I pointed at the box I'd signed. "Isabel McNeil."

"Do you understand where you are?" She gestured around the office. It was fairly nondescript, looked like a reception office anywhere.

"The National Antimafia Directorate."

"Yes. And do you know what is here, what we do?"

I felt the urge to say Mafia hunting? I ignored it, kept quiet.

"We are prosecutors," she said. "You understand?"

"Yes, I'm a lawyer."

"Okay, so you understand. We do not answer questions, we prosecute. We do not give out information."

"Well, where would I get information? I mean, is there..." What was I looking for exactly? A Mafia museum? "...a place to do research about someone from the United States, someone I know who was working on a case involving the Camorra and then-" I was about to say died, but instead said, "-disappeared."

"Not here." She gave a brusque shake of her head. "You will not get that information here."
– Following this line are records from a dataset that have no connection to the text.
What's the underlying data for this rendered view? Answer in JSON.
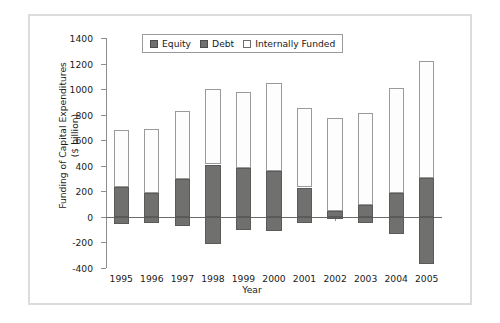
{
  "figure": {
    "background_color": "#ffffff",
    "frame_color": "#dcdcdc"
  },
  "chart_data": {
    "type": "bar",
    "subtype": "stacked-bar-with-negatives",
    "title": "",
    "xlabel": "Year",
    "ylabel": "Funding of Capital Expenditures\n($ billion)",
    "categories": [
      "1995",
      "1996",
      "1997",
      "1998",
      "1999",
      "2000",
      "2001",
      "2002",
      "2003",
      "2004",
      "2005"
    ],
    "ylim": [
      -400,
      1400
    ],
    "ytick_step": 200,
    "yticks": [
      1400,
      1200,
      1000,
      800,
      600,
      400,
      200,
      0,
      -200,
      -400
    ],
    "ytick_labels": [
      "1400",
      "1200",
      "1000",
      "800",
      "600",
      "400",
      "200",
      "0",
      "-200",
      "-400"
    ],
    "grid": false,
    "legend_position": "upper-left-inside",
    "series": [
      {
        "name": "Equity",
        "color": "#70706f",
        "values": [
          -55,
          -45,
          -75,
          -210,
          -105,
          -110,
          -45,
          -20,
          -50,
          -135,
          -365
        ]
      },
      {
        "name": "Debt",
        "color": "#70706f",
        "values": [
          235,
          190,
          300,
          410,
          385,
          360,
          230,
          45,
          95,
          190,
          305
        ]
      },
      {
        "name": "Internally Funded",
        "color": "#ffffff",
        "values": [
          445,
          500,
          525,
          590,
          590,
          690,
          625,
          730,
          720,
          815,
          915
        ]
      }
    ],
    "stacked_positive_totals": [
      680,
      690,
      825,
      1000,
      975,
      1050,
      855,
      775,
      815,
      1005,
      1220
    ]
  },
  "legend": {
    "items": [
      {
        "label": "Equity",
        "swatch": "filled-gray-square",
        "color": "#70706f"
      },
      {
        "label": "Debt",
        "swatch": "filled-gray-square",
        "color": "#70706f"
      },
      {
        "label": "Internally Funded",
        "swatch": "open-white-square",
        "color": "#ffffff"
      }
    ]
  }
}
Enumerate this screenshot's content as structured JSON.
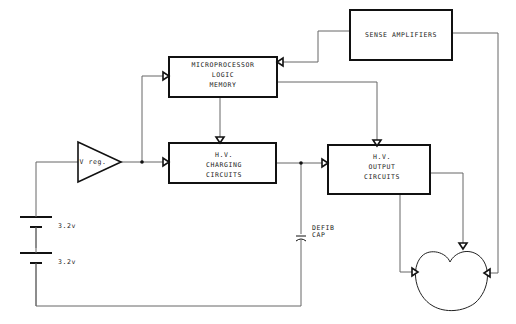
{
  "diagram": {
    "blocks": {
      "sense_amplifiers": {
        "label": "SENSE AMPLIFIERS"
      },
      "microprocessor": {
        "lines": [
          "MICROPROCESSOR",
          "LOGIC",
          "MEMORY"
        ]
      },
      "v_reg": {
        "label": "V reg."
      },
      "hv_charging": {
        "lines": [
          "H.V.",
          "CHARGING",
          "CIRCUITS"
        ]
      },
      "hv_output": {
        "lines": [
          "H.V.",
          "OUTPUT",
          "CIRCUITS"
        ]
      },
      "heart": {
        "label": ""
      }
    },
    "batteries": [
      {
        "label": "3.2v"
      },
      {
        "label": "3.2v"
      }
    ],
    "capacitor": {
      "lines": [
        "DEFIB",
        "CAP"
      ]
    },
    "colors": {
      "line": "#111111",
      "wire": "#666666",
      "background": "#ffffff"
    }
  }
}
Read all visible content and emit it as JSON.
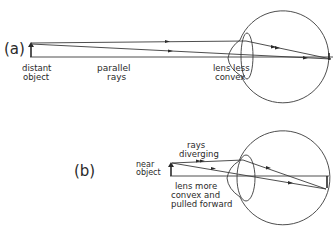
{
  "panel_a": {
    "tag": "(a)",
    "object_label": [
      "distant",
      "object"
    ],
    "rays_label": [
      "parallel",
      "rays"
    ],
    "lens_label": [
      "lens less",
      "convex"
    ]
  },
  "panel_b": {
    "tag": "(b)",
    "object_label": [
      "near",
      "object"
    ],
    "rays_label": [
      "rays",
      "diverging"
    ],
    "lens_label": [
      "lens more",
      "convex and",
      "pulled forward"
    ]
  },
  "colors": {
    "line": "#3a3a3a",
    "text": "#2a2a2a",
    "background": "#ffffff"
  }
}
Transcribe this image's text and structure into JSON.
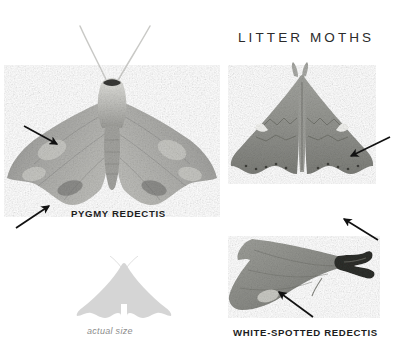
{
  "plate": {
    "title": "LITTER MOTHS",
    "background_color": "#ffffff",
    "width": 398,
    "height": 358
  },
  "specimens": [
    {
      "id": "pygmy-redectis",
      "label": "PYGMY REDECTIS",
      "view": "dorsal-spread",
      "description": "Grayish mottled moth with broad spread wings and long slender antennae",
      "body_color": "#a8a8a6",
      "arrow_count": 2
    },
    {
      "id": "white-spotted-redectis",
      "label": "WHITE-SPOTTED REDECTIS",
      "view": "dorsal-spread",
      "description": "Triangular dark gray moth with paired white wing spots",
      "body_color": "#8f908c",
      "arrow_count": 1
    },
    {
      "id": "white-spotted-redectis-lateral",
      "label": "",
      "view": "lateral",
      "description": "Side view of moth with dark tufted abdomen tip",
      "body_color": "#90918d",
      "arrow_count": 2
    }
  ],
  "size_reference": {
    "caption": "actual size",
    "silhouette_color": "#d5d5d5",
    "caption_color": "#8d8d8d"
  },
  "annotations": {
    "arrow_color": "#111111",
    "arrows": [
      {
        "name": "arrow-pygmy-forewing-spot",
        "x1": 24,
        "y1": 126,
        "x2": 57,
        "y2": 144
      },
      {
        "name": "arrow-pygmy-hindwing-margin",
        "x1": 16,
        "y1": 228,
        "x2": 49,
        "y2": 206
      },
      {
        "name": "arrow-white-spot-right-wing",
        "x1": 390,
        "y1": 137,
        "x2": 351,
        "y2": 156
      },
      {
        "name": "arrow-lateral-upper",
        "x1": 378,
        "y1": 240,
        "x2": 344,
        "y2": 219
      },
      {
        "name": "arrow-lateral-lower",
        "x1": 313,
        "y1": 317,
        "x2": 279,
        "y2": 292
      }
    ]
  }
}
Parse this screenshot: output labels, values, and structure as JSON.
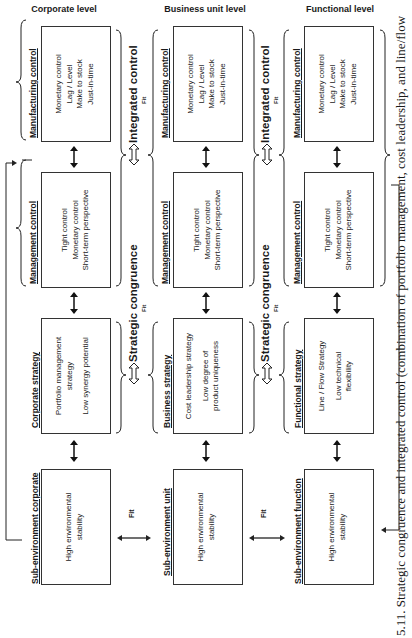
{
  "levels": [
    {
      "title": "Corporate level",
      "manufacturing": {
        "title": "Manufacturing control",
        "lines": [
          "Monetary control",
          "Lag / Level",
          "Make to stock",
          "Just-in-time"
        ]
      },
      "management": {
        "title": "Management control",
        "lines": [
          "Tight control",
          "Monetary control",
          "Short-term perspective"
        ]
      },
      "strategy": {
        "title": "Corporate strategy",
        "lines": [
          "Portfolio management",
          "strategy",
          "",
          "Low synergy potential"
        ]
      },
      "environment": {
        "title": "Sub-environment corporate",
        "lines": [
          "High environmental",
          "stability"
        ]
      }
    },
    {
      "title": "Business unit level",
      "manufacturing": {
        "title": "Manufacturing control",
        "lines": [
          "Monetary control",
          "Lag / Level",
          "Make to stock",
          "Just-in-time"
        ]
      },
      "management": {
        "title": "Management control",
        "lines": [
          "Tight control",
          "Monetary control",
          "Short-term perspective"
        ]
      },
      "strategy": {
        "title": "Business strategy",
        "lines": [
          "Cost leadership strategy",
          "",
          "Low degree of",
          "product uniqueness"
        ]
      },
      "environment": {
        "title": "Sub-environment unit",
        "lines": [
          "High environmental",
          "stability"
        ]
      }
    },
    {
      "title": "Functional level",
      "manufacturing": {
        "title": "Manufacturing control",
        "lines": [
          "Monetary control",
          "Lag / Level",
          "Make to stock",
          "Just-in-time"
        ]
      },
      "management": {
        "title": "Management control",
        "lines": [
          "Tight control",
          "Monetary control",
          "Short-term perspective"
        ]
      },
      "strategy": {
        "title": "Functional strategy",
        "lines": [
          "Line / Flow Strategy",
          "",
          "Low technical",
          "flexibility"
        ]
      },
      "environment": {
        "title": "Sub-environment function",
        "lines": [
          "High environmental",
          "stability"
        ]
      }
    }
  ],
  "connectors": {
    "integrated_control": "Integrated control",
    "strategic_congruence": "Strategic congruence",
    "fit": "Fit"
  },
  "caption": "5.11. Strategic congruence and integrated control (combination of portfolio management, cost leadership, and line/flow"
}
She gestured at the door. The carabiniere stepped forward, ushering me toward the door and back through the courtyard. Once again, I found myself standing outside the building.

And that, apparently, was that.

I stood another moment, looking at the door. I was about to turn away when it clicked open. I expected to see the carabiniere frowning, telling me to move along or whatever they say in Italian, but instead a young man stepped outside. He looked about my age. He had sandy-brown hair and gleaming blue eyes. Unlike the carabiniere's and the woman's, those eyes were smiling.

"You said you were here for what?" he asked.

When I hesitated, he pointed to the camera above the door. "They are everywhere in the building. We see and hear everything."

"Oh," I said, a little uncomfortable, "I was just here to ask some questions...."

"Come," he said, gesturing away from the camera. We took a few steps up the street. He nodded at me, encouraging me to continue.